Hand dryers offer these benefits:
• Hygiene - hand dryers eliminate the mess of paper towels. Hands-free, no-touch sensors reduce the number of washroom touchpoints.
• Sustainability - compared to paper towels many hand dryers provide up to a 75 per cent reduction in carbon footprint.
• Cost - hand dryers can offer significant cost savings versus paper towels.
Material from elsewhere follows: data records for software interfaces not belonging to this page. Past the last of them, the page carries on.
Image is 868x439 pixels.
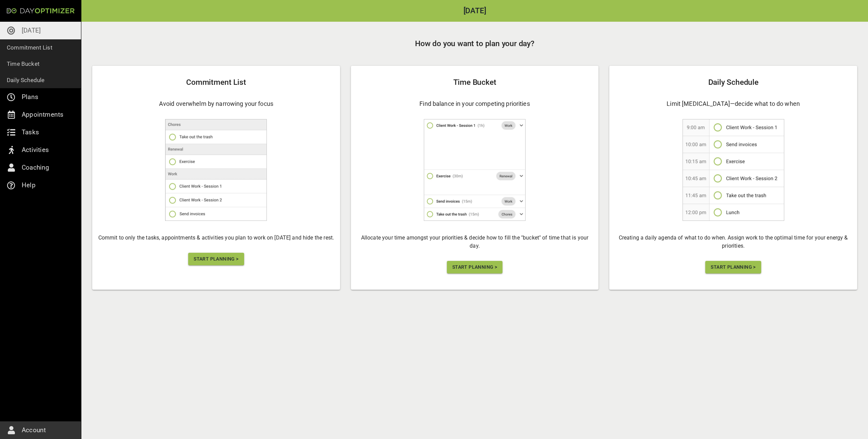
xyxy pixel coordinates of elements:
h2: Commitment List [98,77,335,88]
h6: Creating a daily agenda of what to do when. Assign work to the optimal time for your energy & pri... [615,234,851,250]
button: Start Planning > [188,253,244,265]
p: Time Bucket [7,59,40,69]
p: Account [22,425,46,436]
h2: [DATE] [81,7,868,15]
p: Help [22,180,35,191]
button: Start Planning > [447,261,502,273]
p: Plans [22,92,38,102]
h2: How do you want to plan your day? [93,38,857,50]
h6: Allocate your time amongst your priorities & decide how to fill the "bucket" of time that is your... [357,234,593,250]
p: Tasks [22,127,39,138]
h2: Time Bucket [357,77,593,88]
h6: Commit to only the tasks, appointments & activities you plan to work on [DATE] and hide the rest. [98,234,335,242]
p: Daily Schedule [7,75,45,85]
span: Start Planning > [193,255,238,264]
h2: Daily Schedule [615,77,851,88]
h4: Avoid overwhelm by narrowing your focus [98,99,335,108]
h4: Find balance in your competing priorities [357,99,593,108]
h4: Limit [MEDICAL_DATA]—decide what to do when [615,99,851,108]
button: Start Planning > [706,261,761,273]
img: Day Optimizer [7,8,74,14]
p: [DATE] [22,25,41,36]
span: Start Planning > [711,263,755,272]
p: Coaching [22,162,50,173]
span: Start Planning > [452,263,497,272]
p: Commitment List [7,43,53,52]
p: Appointments [22,109,63,120]
p: Activities [22,145,49,155]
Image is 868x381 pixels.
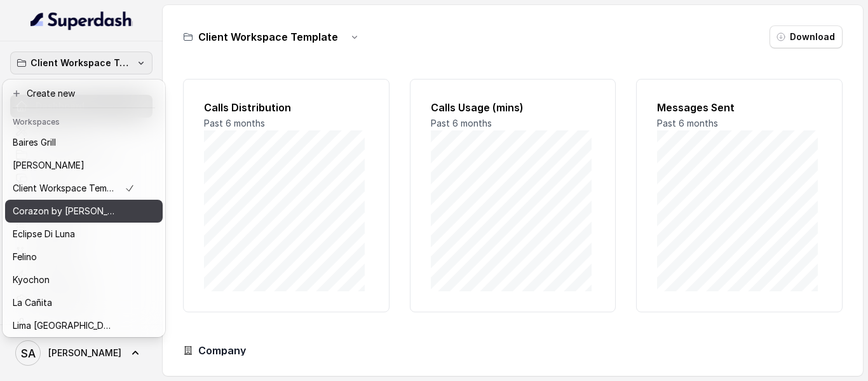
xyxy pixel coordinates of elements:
p: Kyochon [13,272,50,288]
p: Baires Grill [13,135,56,151]
header: Workspaces [5,111,163,132]
p: Lima [GEOGRAPHIC_DATA] [13,318,114,334]
p: Eclipse Di Luna [13,227,75,242]
button: Client Workspace Template [10,52,152,74]
button: Create new [5,83,163,105]
p: Client Workspace Template [13,181,114,196]
div: Client Workspace Template [3,80,165,337]
p: Client Workspace Template [31,55,132,71]
p: Corazon by [PERSON_NAME] [13,204,114,219]
p: La Cañita [13,296,53,310]
p: [PERSON_NAME] [13,158,84,173]
p: Felino [13,249,37,265]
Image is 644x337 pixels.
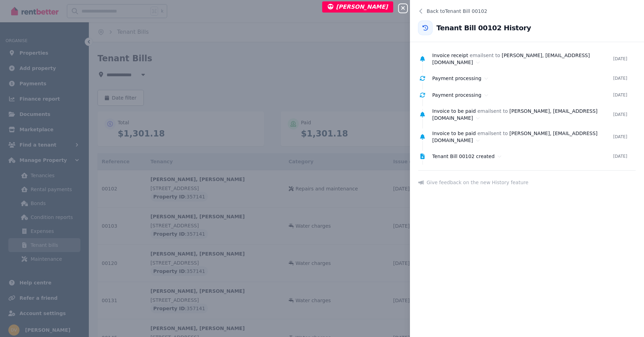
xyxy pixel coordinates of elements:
[432,53,589,65] span: [PERSON_NAME], [EMAIL_ADDRESS][DOMAIN_NAME]
[432,130,476,136] span: Invoice to be paid
[432,109,476,114] span: Invoice to be paid
[432,52,613,66] div: email sent to
[432,53,468,58] span: Invoice receipt
[613,56,627,61] time: [DATE]
[418,179,635,186] a: Give feedback on the new History feature
[432,154,494,160] span: Tenant Bill 00102 created
[410,2,644,19] button: Back toTenant Bill 00102
[613,76,627,81] time: [DATE]
[613,154,627,160] time: [DATE]
[436,23,531,33] h2: Tenant Bill 00102 History
[432,130,597,143] span: [PERSON_NAME], [EMAIL_ADDRESS][DOMAIN_NAME]
[432,130,613,144] div: email sent to
[613,112,627,117] time: [DATE]
[613,92,627,98] time: [DATE]
[427,7,487,15] span: Back to Tenant Bill 00102
[432,76,481,81] span: Payment processing
[613,134,627,140] time: [DATE]
[432,92,481,98] span: Payment processing
[432,109,597,121] span: [PERSON_NAME], [EMAIL_ADDRESS][DOMAIN_NAME]
[432,107,613,122] div: email sent to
• Labour - warm air dryers eliminate the maintenance and waste of paper towels.
Correcting the myths
Myth 1: “Paper towels are a ‘greener’ option than hand dryers.” Sustainability is a major area of concerns regarding hand dryers. A Life Cycle Assessment (LCA) Study conducted by Quantis, an international life cycle assessment research firm, disproved the notion paper towels are better than the environment than certain energy-efficient dryers. It concluded that using high-efficiency dryers can reduce the carbon footprint of hand drying by 50-75 per cent.
Considering the processes required in their ongoing manufacture and disposal, paper towels are not necessarily the highly sustainable option many believe them to be.
Myth 2: “Paper towels are more cost effective.” Converting from paper towels to the more energy-efficient hand dryers now available actually represents a 95 per cent cost saving, and the typical payback period can be less than a year.
These proven statistics easily stand to reason. The dryer is a one-time purchase: once installed, it requires significantly less attention than paper towel dispensers, saving money on labour and maintenance. And in contrast to paper towels, which are purchased by the case, the energy costs of using a hand dryer amount to pennies per day.
Myth 3: “Hand dryers aren’t hygienic”. There’s no denying paper towel waste is the cause of many, if not most, conditions that make a washroom visibly unclean. Simply put, hand dryers eliminate this waste - altogether.